Fifth Circuit Clears Path for Texas Border Self-Defense Law

A landmark Fifth Circuit ruling validates Texas' authority to arrest and deport suspected illegal border crossers, clearing the way for SB4 to take effect amid an unprecedented migration crisis.

Staff Writer
DHS Secretary Kristi Noem at a Rancher Roundtable press conference on the U.S.-Mexico border in Brownsville, Texas, January 7, 2026 / DHS photo by Mikaela McGee
DHS Secretary Kristi Noem at a Rancher Roundtable press conference on the U.S.-Mexico border in Brownsville, Texas, January 7, 2026 / DHS photo by Mikaela McGee

Texas police now hold the power to arrest and deport suspected illegal border crossers, following a landmark appellate court ruling that validates the state's right to defend its citizens. The Fifth Circuit's 10-7 decision on Friday shattered a lower court's block, granting Governor Greg Abbott's administration the authority to enforce a law designed to combat an unprecedented surge of illegal crossings.

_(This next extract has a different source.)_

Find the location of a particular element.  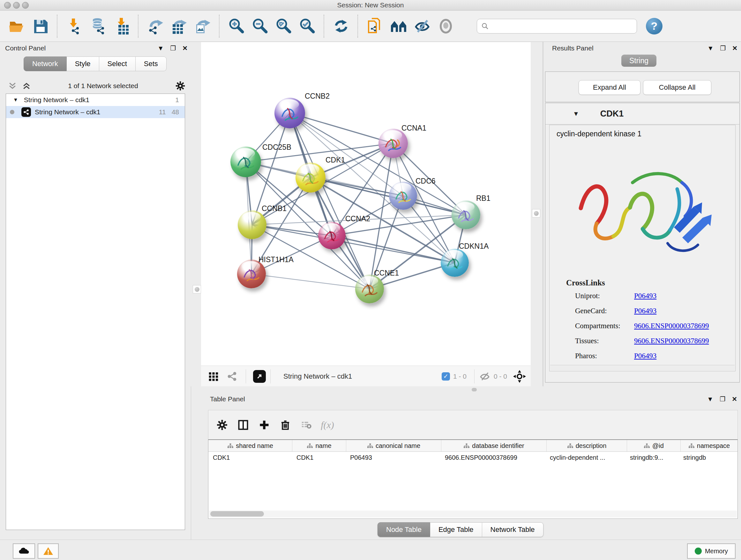

network-node-cdkn1a is located at coordinates (455, 263).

The en banc court ruled that challengers to Senate Bill 4 lack standing, vacating the preliminary injunction and allowing the law to take effect immediately. While the court sent the case back to district court, it effectively cleared the path for Texas to implement what Governor Abbott's spokesman Andrew Mahaleris called "this common-sense law that helps ensure public safety."

SB4, signed by Abbott in December 2023, creates three new state criminal offenses for illegal entry and reentry that mirror federal statutes. Any police officer in Texas can arrest suspected illegal entrants. State judges can order removal to Mexico or impose sentences up to 20 years in prison for noncompliance. The law establishes Class B misdemeanors for illegal entry, with repeat offenses escalating to state jail felonies.

The crisis prompting Texas action shows in the court's own statistics. More than 6 million illegal aliens from over 100 countries crossed the Texas-Mexico border during 2021-2023. Fiscal Year 2023 alone recorded 2,475,699 unlawful crossings, not including "gotaways" who evade detection.

"This case concerns whether the State of Texas, exercising its historic, sovereign police powers, can legislatively protect its citizens from a surge of illegal aliens in response to an unprecedented border crisis and a declared invasion," Judge Jerry Smith wrote for the majority.

A pivotal political shift removed federal opposition when the Trump administration withdrew the Department of Justice's lawsuit against SB4 in March 2025. The Biden administration originally sued to block the law in January 2024, but federal resistance evaporated under new leadership. That leaves only private advocacy groups and local jurisdictions fighting the measure.

Judge Smith dismissed the standing challenge in clear terms. He quoted Chief Justice Roberts: "Courts sometimes make standing law more complicated than it needs to be." Smith added that "plaintiffs cannot 'manufacture standing by voluntarily' incurring costs." The majority found the plaintiffs voluntarily incurred expenses to advocate for clients rather than suffering concrete injury.

Judge James Ho's concurrence framed the issue in constitutional terms. "If our adversaries are going to weaponize mass migration to harm America as well as other countries, our elected officials are entitled to respond accordingly," Ho wrote. He argued these are "political matters for which elected officials are held accountable by voters, not judges."

Immigration advocacy groups expressed alarm at the ruling. "We are alarmed by the Fifth Circuit's decision to allow S.B. 4 to move forward, leaving immigrant families across Texas to live in fear of a law that a prior panel rightly found unconstitutional," said Edna Yang of American Gateways.

Rochelle Garza of the Texas Civil Rights Project asserted that "no state should have the ability to create and enforce its own immigration laws." The law includes affirmative defenses for legal presence, DACA recipients, and asylum seekers, tracking existing federal immigration crimes.

Texas Attorney General Ken Paxton stated the decision marked a victory. "Texas's right to arrest illegals, protect our citizens, and enforce immigration law is fundamental," Paxton stated. "This is a major win for public safety and law and order."

This ruling marks the third border security victory for Texas in the Fifth Circuit since 2024. The court previously upheld Texas's right to install marine barriers in the Rio Grande and maintain concertina wire barriers that federal authorities sought to remove.

"Texas will not back down from its constitutional right to self-defense," Mahaleris affirmed. The decision establishes a durable precedent for other states facing similar border crises, offering a legal model to bypass federal obstruction and enforce state immigration measures.